Alpha Cen-rise. The Southern Cross is 60% up and 25% over. Follow the short arm down to the first star, then go one more.

So you could title my series of songs “concerts I went to with my best friend Ben.” Here we switch from country to hard rock and metal, and this will be the first in a sub-series about a specific show. We went to a concert in Omaha to see a band (coming up, no spoilers here), for which there were two openers. The first opener was a total surprise, that no one there had ever heard of (we didn’t even know there was going to be a first opener). I’m not trying to be that guy, you know, cool before it was cool.

They come out, and I’m grumpy “who the F is this?” And then Ben looks at me and says “are they . . . do they have … bagpipes?”. And then it was on, into the mosh pit we went. The band was KoRn (I can’t do the R right here). Awesome show. Ben still has a dollar bill signed by Jonathan Davis in the CD case he bought that night. KoRn got huge shortly after and we get to say we saw them when.

So here’s my favorite KoRn song:

Got The Life by Korn

Update: I am a big enough deal that I travel with my own personal tech support. Thanks to Joseph I can now write KoЯN.

MagAO-X 2023A Day 2: Know When to Fold ’em

Today started auspiciously, with a double viz:

A viscacha on the left
And a viscacha on the right

And there was a distant guanaco:

A guanaco looking back at me

Plus this little guy:

A tarantula crossing the road to Magellan

But alas, we ended the night with the decision to undo the last two days of Joseph’s hard work and abandon our attempt to upgrade a computer O/S. (We also discovered that one of our main motivations for upgrading on this run was . . . still a problem). So it’s back to trusty ‘ole CentOS in the morning.
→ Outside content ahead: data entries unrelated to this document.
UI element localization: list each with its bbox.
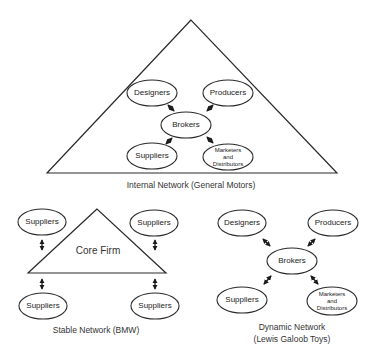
dynamic-network-subcaption: (Lewis Galoob Toys) bbox=[254, 334, 331, 344]
internal-node-brokers: Brokers bbox=[161, 112, 211, 138]
dynamic-designers-label: Designers bbox=[224, 218, 260, 227]
double-arrow-icon bbox=[308, 239, 315, 246]
dynamic-distributors-label: Distributors bbox=[317, 305, 347, 311]
stable-network: Core Firm Suppliers Suppliers Suppliers … bbox=[18, 209, 179, 335]
supplier-label: Suppliers bbox=[26, 301, 59, 310]
supplier-label: Suppliers bbox=[25, 217, 58, 226]
internal-node-designers: Designers bbox=[127, 80, 177, 106]
stable-node-suppliers-bottom-right: Suppliers bbox=[131, 293, 179, 319]
dynamic-producers-label: Producers bbox=[315, 218, 351, 227]
double-arrow-icon bbox=[168, 105, 174, 111]
stable-node-suppliers-top-left: Suppliers bbox=[18, 209, 66, 235]
internal-suppliers-label: Suppliers bbox=[135, 151, 168, 160]
internal-node-suppliers: Suppliers bbox=[127, 143, 177, 169]
internal-marketers-label: Marketers bbox=[215, 147, 242, 153]
internal-distributors-label: Distributors bbox=[213, 161, 243, 167]
dynamic-node-marketers: Marketers and Distributors bbox=[307, 287, 357, 315]
supplier-label: Suppliers bbox=[138, 301, 171, 310]
double-arrow-icon bbox=[166, 138, 172, 144]
double-arrow-icon bbox=[263, 239, 270, 246]
dynamic-brokers-label: Brokers bbox=[278, 256, 306, 265]
double-arrow-icon bbox=[311, 276, 318, 284]
internal-designers-label: Designers bbox=[134, 88, 170, 97]
dynamic-node-suppliers: Suppliers bbox=[217, 287, 267, 313]
dynamic-network: Designers Producers Brokers Suppliers Ma… bbox=[217, 210, 358, 344]
double-arrow-icon bbox=[207, 137, 213, 143]
stable-node-suppliers-bottom-left: Suppliers bbox=[19, 293, 67, 319]
supplier-label: Suppliers bbox=[137, 218, 170, 227]
dynamic-node-brokers: Brokers bbox=[267, 248, 317, 274]
double-arrow-icon bbox=[207, 105, 213, 111]
core-firm-label: Core Firm bbox=[76, 245, 120, 256]
dynamic-network-caption: Dynamic Network bbox=[259, 322, 326, 332]
internal-brokers-label: Brokers bbox=[172, 120, 200, 129]
double-arrow-icon bbox=[264, 276, 271, 284]
stable-network-caption: Stable Network (BMW) bbox=[53, 325, 140, 335]
dynamic-suppliers-label: Suppliers bbox=[225, 295, 258, 304]
internal-producers-label: Producers bbox=[210, 88, 246, 97]
internal-network: Designers Producers Brokers Suppliers Ma… bbox=[47, 20, 337, 190]
stable-node-suppliers-top-right: Suppliers bbox=[130, 210, 178, 236]
dynamic-node-designers: Designers bbox=[218, 210, 266, 236]
dynamic-node-producers: Producers bbox=[308, 210, 358, 236]
internal-and-label: and bbox=[223, 154, 233, 160]
dynamic-and-label: and bbox=[327, 298, 337, 304]
internal-node-marketers: Marketers and Distributors bbox=[203, 144, 253, 170]
network-diagram: Designers Producers Brokers Suppliers Ma… bbox=[0, 0, 378, 355]
internal-node-producers: Producers bbox=[203, 80, 253, 106]
dynamic-marketers-label: Marketers bbox=[319, 291, 346, 297]
internal-network-triangle bbox=[47, 20, 337, 173]
internal-network-caption: Internal Network (General Motors) bbox=[127, 180, 256, 190]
I’ve seen Clint Black live twice. The first time was at the 1995 edition of We Fest, what was then the “Camping and Country Music Festival” but is now just a “Country Music Festival”. That there’s why I don’t go no more. The second time was in Lincoln, Nebraska a few years later. I almost saw him live a third time last Fall in Tucson, but couldn’t make it.

This is one of my favorite Clint Black songs:

A Good Run Of Bad Luck by Clint Black

Also from a great movie. It’s funny that Clint is wearing white here, both times I saw him he was in head-to-toe black as one would expect.